In this case, it’s mostly ultraviolet light and x-rays. “Again, if this monster was at the centre of the Milky Way it would likely make life on Earth impossible with the huge amounts of x-rays emanating from it," Wolf said.

Scary but useful

Black holes at the centre of galaxies, which can be quasars, often reach masses over ten billion times the mass of the Sun. Supermassive ones like this one are exceedingly rare, as they normally form very early on in the universe.

The team of researchers found the void with SkyMapper, an optical telescope in Australia, and the European Space Agency’s Gaia satellite, and NASA’s Wide-field Infrared Survey Explorer.

As the universe expanded, the electromagnetic waves emitted by the quasar take longer to reach Earth and their wavelength is stretched. The ultraviolet and x-ray light now appears as infrared, making it possible for the researchers to detect the quasar.

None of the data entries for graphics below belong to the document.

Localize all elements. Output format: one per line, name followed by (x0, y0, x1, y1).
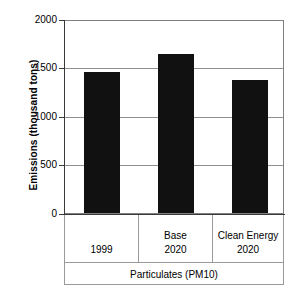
y-tick-label-500: 500 (11, 160, 57, 170)
y-tick-label-1000: 1000 (11, 112, 57, 122)
x-axis-title: Particulates (PM10) (130, 269, 218, 280)
y-tick-label-0: 0 (11, 209, 57, 219)
y-tick-label-1500: 1500 (11, 63, 57, 73)
x-category-cell-base-2020: Base 2020 (138, 215, 212, 262)
x-axis-category-row: 1999 Base 2020 Clean Energy 2020 (65, 215, 283, 262)
bar-clean-energy-2020[interactable] (232, 80, 268, 213)
bar-1999[interactable] (84, 72, 120, 213)
x-category-line2-clean-energy: 2020 (237, 243, 259, 257)
x-axis-label-table: 1999 Base 2020 Clean Energy 2020 Particu… (64, 215, 284, 285)
plot-area (64, 20, 284, 214)
x-category-cell-clean-energy-2020: Clean Energy 2020 (212, 215, 283, 262)
x-category-line1-base: Base (164, 229, 187, 243)
x-category-line2-1999: 1999 (90, 243, 112, 257)
x-axis-group-label: Particulates (PM10) (65, 262, 283, 285)
y-tick-label-2000: 2000 (11, 15, 57, 25)
bar-base-2020[interactable] (158, 54, 194, 213)
y-axis-line (64, 20, 65, 215)
x-category-line2-base: 2020 (164, 243, 186, 257)
x-category-cell-1999: 1999 (65, 215, 138, 262)
x-category-line1-clean-energy: Clean Energy (218, 229, 279, 243)
bar-chart-figure: Emissions (thousand tons) 2000 1500 1000… (0, 0, 295, 302)
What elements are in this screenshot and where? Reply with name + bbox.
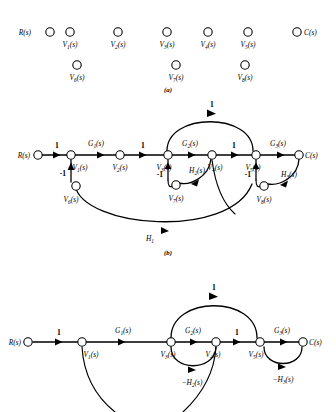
signal-flow-graph-figure: R(s) V1(s) V2(s) V3(s) V4(s) V5(s) C(s) …	[0, 0, 336, 412]
node-C-c	[299, 338, 307, 346]
gain-c-V1-V3: G1(s)	[115, 326, 131, 336]
gain-c-arc-top: 1	[212, 283, 216, 292]
arrowhead-b-H1	[161, 227, 169, 234]
panel-a: R(s) V1(s) V2(s) V3(s) V4(s) V5(s) C(s) …	[18, 28, 318, 94]
arrowhead-c-V5-C	[280, 339, 288, 346]
node-label-V3-c: V3(s)	[160, 350, 176, 360]
arrowhead-c-arc-top	[209, 293, 218, 301]
node-label-V4-a: V4(s)	[200, 40, 216, 50]
arrowhead-c-V4-V5	[233, 339, 241, 346]
node-label-V4-b: V4(s)	[207, 163, 223, 173]
node-label-V8-b: V8(s)	[256, 195, 272, 205]
node-label-R-c: R(s)	[8, 338, 22, 347]
gain-c-V5-C: G3(s)	[274, 326, 290, 336]
panel-c: R(s) V1(s) V3(s) V4(s) V5(s) C(s) 1 G1(s…	[8, 283, 323, 412]
figure-canvas: R(s) V1(s) V2(s) V3(s) V4(s) V5(s) C(s) …	[0, 0, 336, 412]
node-label-C-b: C(s)	[305, 151, 318, 160]
node-label-V3-a: V3(s)	[159, 40, 175, 50]
arrowhead-b-V3-V4	[188, 152, 196, 159]
node-V7-a	[172, 61, 180, 69]
node-V2-b	[116, 151, 124, 159]
node-label-V1-c: V1(s)	[83, 350, 99, 360]
node-label-V5-c: V5(s)	[248, 350, 264, 360]
gain-c-H3: −H3(s)	[273, 375, 294, 385]
node-label-V2-b: V2(s)	[112, 163, 128, 173]
gain-b-V2-V3: 1	[141, 141, 145, 150]
panel-a-caption: (a)	[164, 86, 172, 94]
gain-b-C-V8: H3(s)	[280, 170, 297, 180]
gain-b-H1: H1	[145, 234, 154, 244]
panel-b: R(s) V1(s) V2(s) V3(s) V4(s) V5(s) C(s) …	[17, 100, 319, 257]
node-R-a	[46, 28, 54, 36]
edge-c-arc-top	[171, 306, 257, 338]
node-V7-b	[172, 181, 180, 189]
node-V4-c	[212, 338, 220, 346]
gain-b-V1-V2: G1(s)	[88, 139, 104, 149]
node-V4-b	[208, 151, 216, 159]
node-label-C-c: C(s)	[309, 338, 322, 347]
arrowhead-b-V5-C	[277, 152, 285, 159]
node-V1-b	[67, 151, 75, 159]
arrowhead-c-H3	[278, 364, 286, 371]
node-label-R-b: R(s)	[17, 151, 31, 160]
node-label-V5-a: V5(s)	[240, 40, 256, 50]
node-V6-b	[72, 182, 80, 190]
edge-b-V4-arc-top	[167, 122, 253, 151]
edge-c-C-V5-H3	[264, 347, 302, 364]
node-label-V1-a: V1(s)	[62, 40, 78, 50]
node-V5-c	[256, 338, 264, 346]
gain-c-R-V1: 1	[57, 328, 61, 337]
arrowhead-b-arc-top	[207, 110, 216, 118]
node-label-V6-a: V6(s)	[69, 73, 85, 83]
node-V3-b	[164, 151, 172, 159]
arrowhead-c-R-V1	[55, 339, 63, 346]
node-label-V2-a: V2(s)	[110, 40, 126, 50]
gain-b-V6-V1: -1	[60, 169, 67, 178]
gain-b-R-V1: 1	[55, 141, 59, 150]
node-C-b	[295, 151, 303, 159]
node-V1-a	[66, 28, 74, 36]
node-V2-a	[114, 28, 122, 36]
panel-b-caption: (b)	[164, 249, 172, 257]
node-V3-a	[163, 28, 171, 36]
node-label-V1-b: V1(s)	[72, 163, 88, 173]
gain-c-V4-V5: 1	[235, 328, 239, 337]
node-V8-b	[260, 182, 268, 190]
node-R-b	[34, 151, 42, 159]
node-label-V4-c: V4(s)	[205, 350, 221, 360]
node-V8-a	[241, 61, 249, 69]
node-label-V7-a: V7(s)	[168, 73, 184, 83]
node-label-C-a: C(s)	[304, 28, 317, 37]
node-label-R-a: R(s)	[18, 28, 32, 37]
node-V6-a	[73, 61, 81, 69]
gain-b-arc-top: 1	[210, 100, 214, 109]
arrowhead-b-R-V1	[53, 152, 61, 159]
node-C-a	[293, 28, 301, 36]
arrowhead-c-H2	[188, 367, 196, 374]
gain-b-V5-C: G3(s)	[270, 139, 286, 149]
gain-c-H2: −H2(s)	[182, 378, 203, 388]
node-R-c	[24, 338, 32, 346]
gain-b-V8-V5: -1	[245, 170, 252, 179]
gain-b-V3-V4: G2(s)	[182, 139, 198, 149]
gain-b-V4-V7: H2(s)	[188, 166, 205, 176]
node-V5-b	[252, 151, 260, 159]
arrowhead-b-V1-V2	[97, 152, 105, 159]
node-V3-c	[167, 338, 175, 346]
node-V5-a	[244, 28, 252, 36]
gain-b-V4-V5: 1	[232, 141, 236, 150]
arrowhead-c-V3-V4	[190, 339, 198, 346]
gain-c-V3-V4: G2(s)	[185, 326, 201, 336]
arrowhead-c-V1-V3	[118, 339, 126, 346]
node-V1-c	[78, 338, 86, 346]
gain-b-V7-V3: -1	[157, 170, 164, 179]
node-label-V7-b: V7(s)	[168, 194, 184, 204]
node-label-V6-b: V6(s)	[63, 195, 79, 205]
node-label-V8-a: V8(s)	[237, 73, 253, 83]
arrowhead-b-V2-V3	[139, 152, 147, 159]
arrowhead-b-V4-V5	[231, 152, 239, 159]
node-V4-a	[204, 28, 212, 36]
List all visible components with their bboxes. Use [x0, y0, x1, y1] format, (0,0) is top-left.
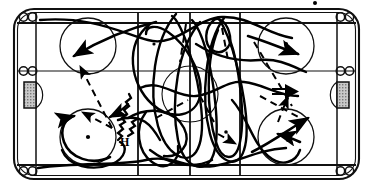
goal-net-left: [24, 82, 36, 108]
goal-net-right: [337, 82, 349, 108]
faceoff-dot-top-right: [284, 42, 288, 46]
scan-speck: [313, 1, 317, 5]
faceoff-dot-bottom-left: [86, 135, 90, 139]
player-label-h: H: [120, 135, 130, 149]
rink-drawing: H: [0, 0, 373, 188]
hockey-rink-diagram: H: [0, 0, 373, 188]
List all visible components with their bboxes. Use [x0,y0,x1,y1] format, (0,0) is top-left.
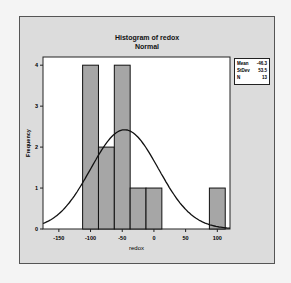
legend-row-n: N13 [237,74,267,81]
x-tick-label: 100 [213,235,222,241]
histogram-bar [83,65,99,229]
legend-row-mean: Mean-46.3 [237,60,267,67]
histogram-bar [130,188,146,229]
histogram-bar [209,188,225,229]
histogram-bar [98,147,114,229]
x-tick-label: -100 [85,235,96,241]
y-tick-label: 3 [35,103,38,109]
histogram-plot: -150-100-5005010001234redoxFrequency [0,0,291,283]
legend-box: Mean-46.3 StDev53.5 N13 [234,58,270,85]
y-tick-label: 1 [35,185,38,191]
x-tick-label: -150 [53,235,64,241]
x-tick-label: 50 [183,235,189,241]
histogram-bar [146,188,162,229]
y-tick-label: 0 [35,226,38,232]
y-tick-label: 2 [35,144,38,150]
x-tick-label: -50 [118,235,126,241]
histogram-bar [114,65,130,229]
x-tick-label: 0 [152,235,155,241]
y-axis-label: Frequency [25,128,31,157]
x-axis-label: redox [129,245,144,251]
y-tick-label: 4 [35,62,39,68]
legend-row-stdev: StDev53.5 [237,67,267,74]
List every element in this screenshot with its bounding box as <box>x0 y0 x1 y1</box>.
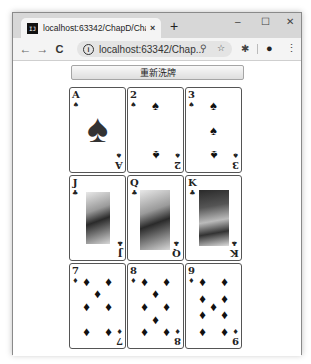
diamond-icon: ♦ <box>83 325 90 338</box>
diamond-icon: ♦ <box>83 300 90 313</box>
diamond-icon: ♦ <box>199 274 206 287</box>
zoom-icon[interactable]: ⚲ <box>200 43 207 53</box>
diamond-icon: ♦ <box>199 325 206 338</box>
card-king-clubs[interactable]: K♣ K♣ <box>185 175 242 261</box>
card-corner: 3♠ <box>188 90 195 110</box>
maximize-icon[interactable]: ☐ <box>261 16 270 27</box>
card-corner: 3♠ <box>232 150 239 170</box>
card-grid: A♠ ♠ A♠ 2♠ ♠ ♠ 2♠ 3♠ ♠ ♠ ♠ 3♠ J♣ <box>69 87 242 349</box>
diamond-icon: ♦ <box>221 308 228 321</box>
diamond-icon: ♦ <box>141 325 148 338</box>
card-queen-clubs[interactable]: Q♣ Q♣ <box>127 175 184 261</box>
face-card-image <box>199 190 229 246</box>
diamond-icon: ♦ <box>163 325 170 338</box>
card-corner: 2♠ <box>130 90 137 110</box>
face-card-image <box>140 190 170 250</box>
profile-icon[interactable]: ● <box>266 42 273 54</box>
card-three-spades[interactable]: 3♠ ♠ ♠ ♠ 3♠ <box>185 87 242 173</box>
card-corner: K♣ <box>188 178 197 198</box>
toolbar-divider <box>257 44 258 54</box>
browser-toolbar: ← → C i localhost:63342/Chap... ⚲ ☆ ✱ ● … <box>13 38 301 61</box>
spade-icon: ♠ <box>152 149 159 162</box>
browser-window: IJ localhost:63342/ChapD/ChapD × + – ☐ ✕… <box>12 12 302 355</box>
star-icon[interactable]: ☆ <box>217 43 225 53</box>
diamond-icon: ♦ <box>105 325 112 338</box>
diamond-icon: ♦ <box>199 308 206 321</box>
spade-icon: ♠ <box>210 149 217 162</box>
card-ace-spades[interactable]: A♠ ♠ A♠ <box>69 87 126 173</box>
card-jack-clubs[interactable]: J♣ J♣ <box>69 175 126 261</box>
spade-icon: ♠ <box>210 98 217 111</box>
close-window-icon[interactable]: ✕ <box>286 16 294 27</box>
diamond-icon: ♦ <box>199 291 206 304</box>
address-bar[interactable]: i localhost:63342/Chap... ⚲ ☆ <box>77 41 232 57</box>
diamond-icon: ♦ <box>163 274 170 287</box>
page-content: 重新洗牌 A♠ ♠ A♠ 2♠ ♠ ♠ 2♠ 3♠ ♠ ♠ ♠ 3♠ <box>13 61 301 356</box>
card-nine-diamonds[interactable]: 9♦ ♦ ♦ ♦ ♦ ♦ ♦ ♦ ♦ ♦ 9♦ <box>185 263 242 349</box>
diamond-icon: ♦ <box>221 274 228 287</box>
back-icon[interactable]: ← <box>17 42 34 56</box>
card-corner: 8♦ <box>174 326 181 346</box>
card-corner: 7♦ <box>116 326 123 346</box>
card-corner: Q♣ <box>172 238 181 258</box>
browser-tab[interactable]: IJ localhost:63342/ChapD/ChapD × <box>21 18 161 38</box>
card-corner: K♣ <box>230 238 239 258</box>
url-text[interactable]: localhost:63342/Chap... <box>99 44 204 55</box>
diamond-icon: ♦ <box>152 287 159 300</box>
reload-icon[interactable]: C <box>51 43 68 55</box>
close-tab-icon[interactable]: × <box>150 23 155 33</box>
card-corner: 9♦ <box>188 266 195 286</box>
diamond-icon: ♦ <box>94 287 101 300</box>
diamond-icon: ♦ <box>221 291 228 304</box>
card-seven-diamonds[interactable]: 7♦ ♦ ♦ ♦ ♦ ♦ ♦ ♦ 7♦ <box>69 263 126 349</box>
card-corner: J♣ <box>72 178 78 198</box>
spade-icon: ♠ <box>87 108 108 148</box>
forward-icon[interactable]: → <box>34 42 51 56</box>
card-eight-diamonds[interactable]: 8♦ ♦ ♦ ♦ ♦ ♦ ♦ ♦ ♦ 8♦ <box>127 263 184 349</box>
card-corner: A♠ <box>115 150 123 170</box>
info-icon[interactable]: i <box>83 44 94 55</box>
card-corner: 8♦ <box>130 266 137 286</box>
spade-icon: ♠ <box>152 98 159 111</box>
card-two-spades[interactable]: 2♠ ♠ ♠ 2♠ <box>127 87 184 173</box>
spade-icon: ♠ <box>210 124 217 137</box>
card-corner: J♣ <box>117 238 123 258</box>
card-corner: 2♠ <box>174 150 181 170</box>
diamond-icon: ♦ <box>152 312 159 325</box>
tab-strip: IJ localhost:63342/ChapD/ChapD × + – ☐ ✕ <box>13 13 301 38</box>
minimize-icon[interactable]: – <box>235 16 241 27</box>
extension-icon[interactable]: ✱ <box>241 43 249 54</box>
card-corner: Q♣ <box>130 178 139 198</box>
card-corner: 9♦ <box>232 326 239 346</box>
favicon-icon: IJ <box>27 23 38 34</box>
diamond-icon: ♦ <box>141 274 148 287</box>
diamond-icon: ♦ <box>105 300 112 313</box>
card-corner: 7♦ <box>72 266 79 286</box>
diamond-icon: ♦ <box>221 325 228 338</box>
face-card-image <box>86 192 110 244</box>
shuffle-button[interactable]: 重新洗牌 <box>71 65 244 80</box>
card-corner: A♠ <box>72 90 80 110</box>
diamond-icon: ♦ <box>141 300 148 313</box>
new-tab-button[interactable]: + <box>170 18 178 34</box>
tab-title: localhost:63342/ChapD/ChapD <box>43 23 146 33</box>
diamond-icon: ♦ <box>83 274 90 287</box>
diamond-icon: ♦ <box>210 300 217 313</box>
diamond-icon: ♦ <box>105 274 112 287</box>
diamond-icon: ♦ <box>163 300 170 313</box>
menu-icon[interactable]: ⋮ <box>286 42 297 55</box>
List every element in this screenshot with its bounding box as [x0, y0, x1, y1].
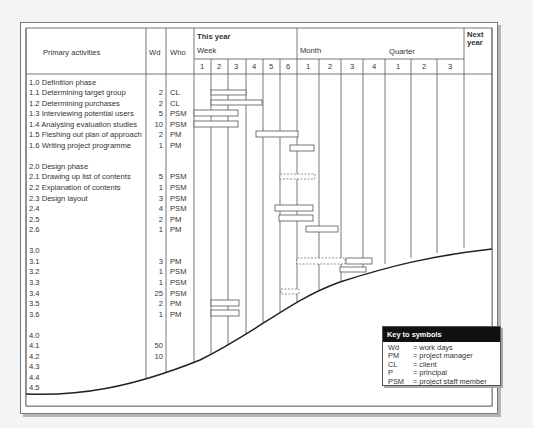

The energy radiated from supermassive black holes ionizes the surrounding gas and contributes cosmic reionization, where neutral atoms break apart into their constituent parts: electrons and nuclei.

These particles will eventually merge back together again to form new atoms, so scientists can use this to study how the first elements formed in the universe.

Finding objects like this ancient quasar will also help scientists probe the expansion of the universe. They are also useful as bright reference points for GPS and space navigation, and could provide the most sensitive measurements of the rate of expansion.

“We don't know how this one grew so large, so quickly in the early days of the Universe. The hunt is on to find even faster-growing black holes," Wolf said.